A new editorial in the PNEJM from 2 PhD ethicists. I specify that as they are not neonatologists, nor pediatricians nor yet medical researchers, and have no conflict of interest of any kind as far as I can see. Yet their criticism of the OHRP ruling is as severe as mine and as Dr Lantos’s (but in more measured language than mine!)

Their final statement is as follows:

‘…the OHRP is asking that research be described as riskier than it really is and is suggesting that the parents were duped into enrolling their frail infants in dangerous research. Not only is that not true, but it also poses substantial risk to the conduct of valuable comparative effectiveness research both for premature infants and for the general public’.

I sent an Op-Ed piece to the NY Times, as an attempt to balance what they had published; they appear not to have accepted it, so I will reproduce what I wrote below.

The editorial printed in the April 16 issue of the New York Times reports the findings of an OHRP investigation into a recent clinical research study. The editorial quotes the OHRP report, which noted that they determined ‘that the informed consent document for this trial failed to adequately inform parents of the reasonably foreseeable risks and discomforts of research participation.’

Neonatal Intensive Care has come a long way in the past 50 years. From the early days, the USA has been the world leader in pursuing improvements in care of sick preterm infants, and has been the country which has performed the most important research studies that have led to those improvements, here and around the world.

Unfortunately there remain many unknowns in how we should care for the infants who are born very prematurely. As a result there are great variations in practice around the country, and across the world. One of these variations, until recently, was the target ranges of oxygen saturation which, as noted in the editorial are usually between 85% and 95%, although they may even be higher or lower than these limits.

Until this study was performed there was no good reason for choosing one range over another; the study actually compared what happened if you used the upper part of this range which was already in use, to the lower part of the range.

In other words, no baby in the study was exposed to anything which was outside of usual clinical practice.

It is mistaken to think that there was a ‘standard of care’ prior to this study. Even now there is discussion about the best saturation target range, and there is no standard of care. This is one major failing of this report from the OHRP which mentions frequently ‘standard care’ and ‘standard of care’ without understanding that there was (and is) no such thing.

Your editorial supposes that an infant who needed a different oxygen range might have been given a different oxygen range, and could have been harmed as a result. This is untrue. Firstly there was no reason before this study to use one target range rather than another for an infant. Oxygen target ranges are not individualized in the NICU according to patient needs, they are standardized according to whether the baby is premature or not. Secondly if there were some unusual circumstances which made a doctor think that an individual baby did need a specific range of oxygen, then it is usual practice to take the baby out of the study, and give them the therapy (in this case a specific oxygen target range) that you think they need.
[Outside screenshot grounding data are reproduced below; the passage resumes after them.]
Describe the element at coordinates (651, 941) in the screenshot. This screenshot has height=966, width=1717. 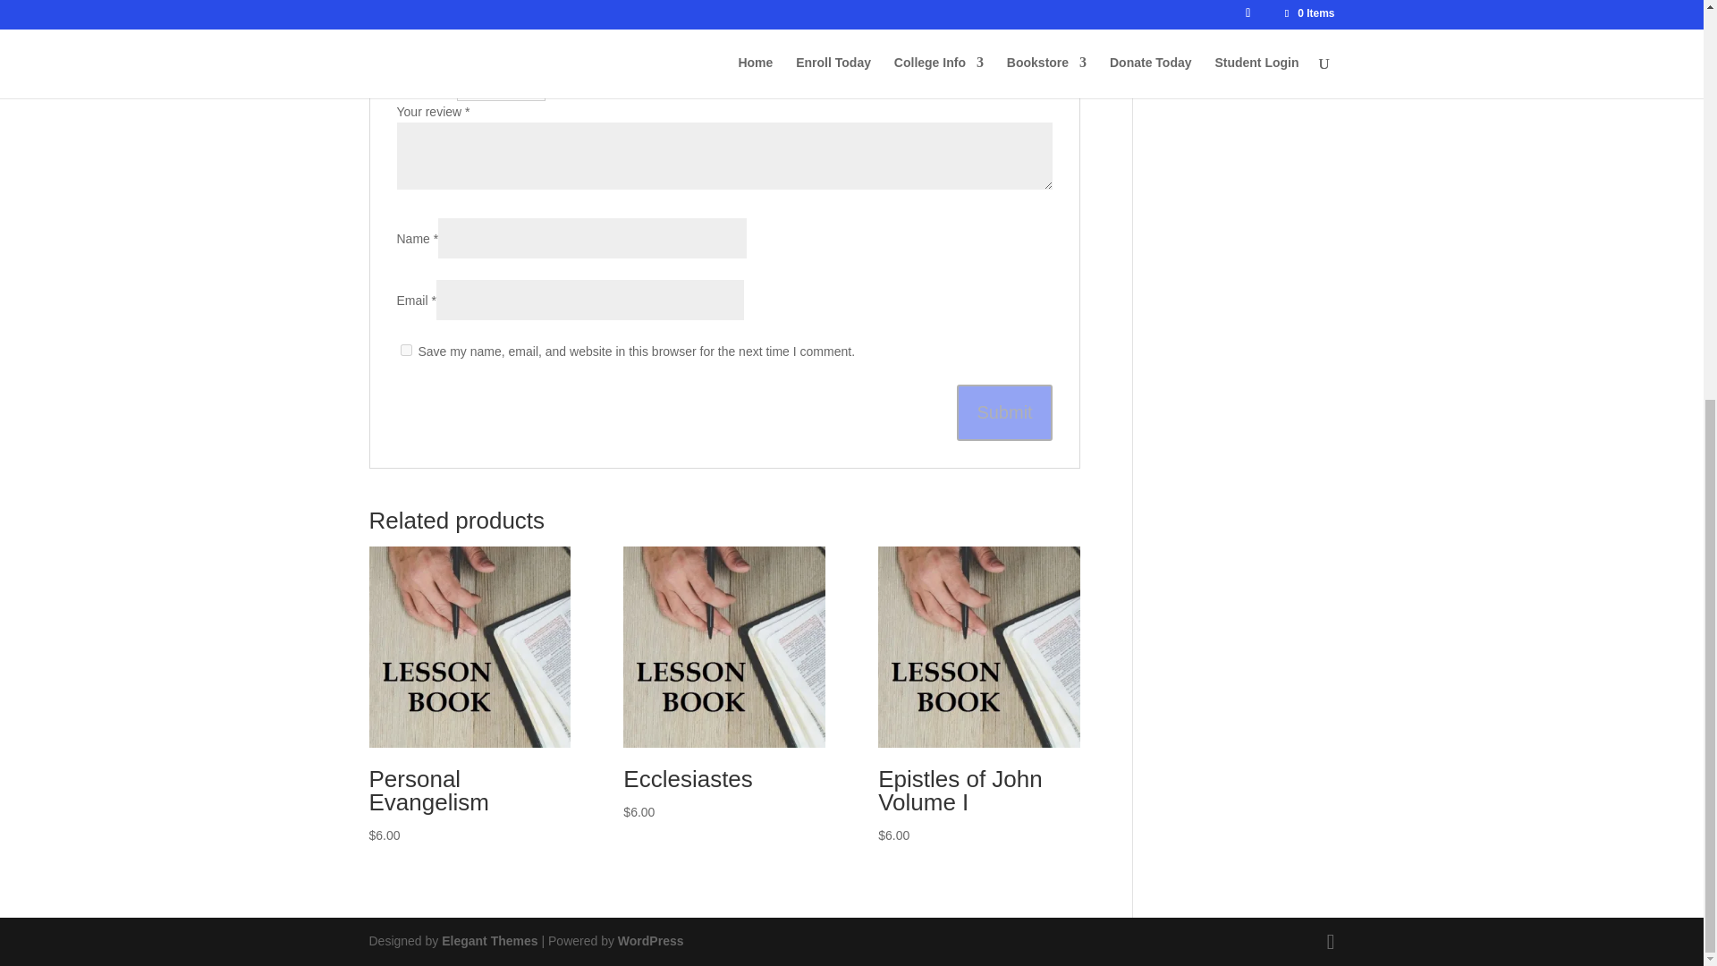
I see `WordPress` at that location. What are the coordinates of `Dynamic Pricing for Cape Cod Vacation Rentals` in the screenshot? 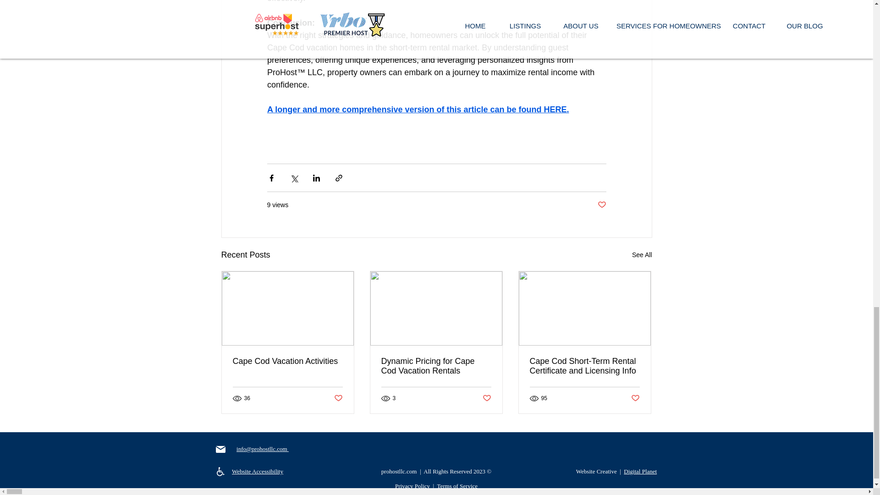 It's located at (436, 366).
This report was developed after the study was completed and published, but at the time of the planning and performance of the study there was no reason to prefer one particular range of oxygen saturation over another. If it had already been known which oxygen saturation target level was preferable, the study would not have been done. The importance of this issue is demonstrated by the fact that a never before seen collaboration across the world, with, in addition to this trial, studies in Canada, the UK, Australia and New Zealand, a collaboration called ‘NeoProm’ was created to study the issue of oxygen saturation targeting, with very similar studies being done in all of those countries.

Research such as this study are essential for the future of care of the premature baby, and rulings such as this misguided opinion of the OHRP puts such research at risk.